The reason salesmen and managers make a great deal more money than you do is that they are anything but clueless. They just understand different, more important, things than you do. What the guy is asking is, "can you solve the problem by Tuesday?" If you have half the grasp of your craft that most programmers erroneously claim, your bankable response is, "This is what I can give you by Tuesday..." If you've bothered to find out what the business objective is (another rarity), "this" will be the most vital part of the requirement and will keep the ball rolling until the next release. --mt
Consider an Iterative Approach
"Quality" is not an absolute; quality can be improved forever. What is needed is a determination of what is satisfactory given the current constraints.
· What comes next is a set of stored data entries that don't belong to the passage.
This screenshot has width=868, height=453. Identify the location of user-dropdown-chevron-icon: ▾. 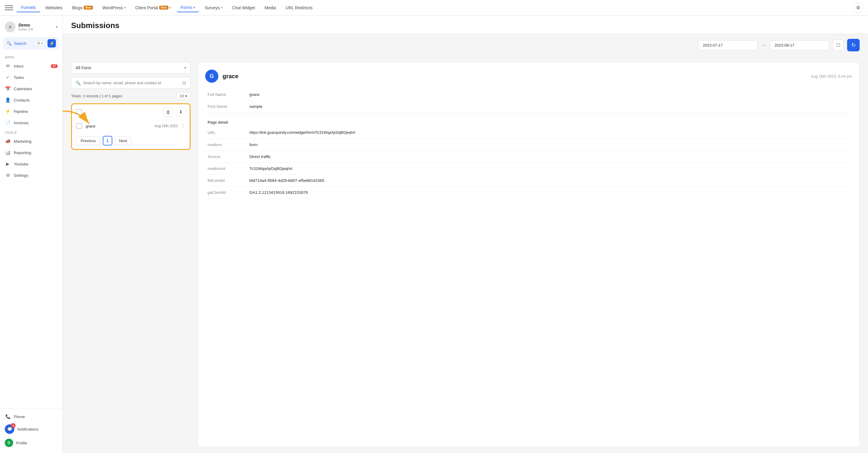
(57, 27).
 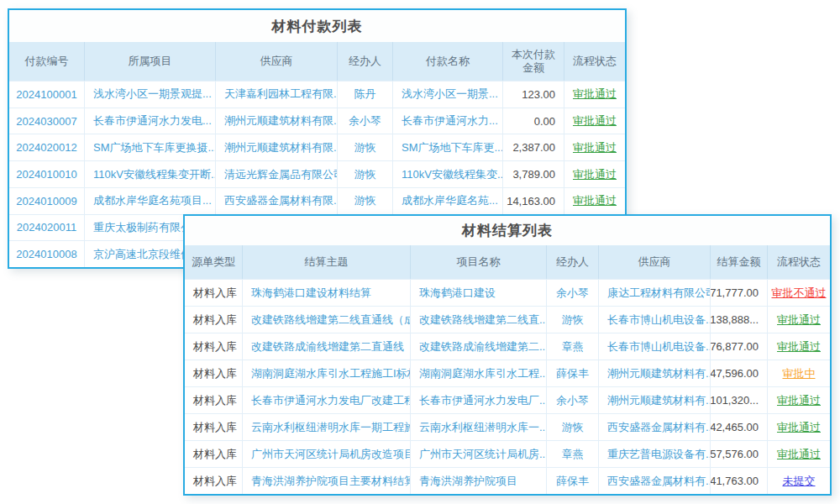 I want to click on payment-name-link: 成都水岸华庭名苑..., so click(x=449, y=202).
In the story at the top of the page, why hasn't the producer heard the score yet? The producer is ultimately responsible for the film, so shouldn't he have the right to evaluate the current quality of the score? Perhaps it is acceptable now or perhaps it needs work extending to Thursday or Friday. Who knows? The composer is keeping the score a secret.
Software development is similar. The stakeholders need to have the opportunity to frequently review the software as it is being developed. This allows them to make objective decisions on what is good enough. This does not mean that the software will not undergo further refinement, merely that the stakeholders can start getting some value out of the effort before the effort is completed. The software development industry needs to get away from relying on individual standards from developers, testers, or anyone else in the guise of "quality." The quality of a product is a complex concept that varies over time and needs to be openly evaluated.
Iterative development opens up the development effort for the world to see, but it leads to a fairer evaluation of quality.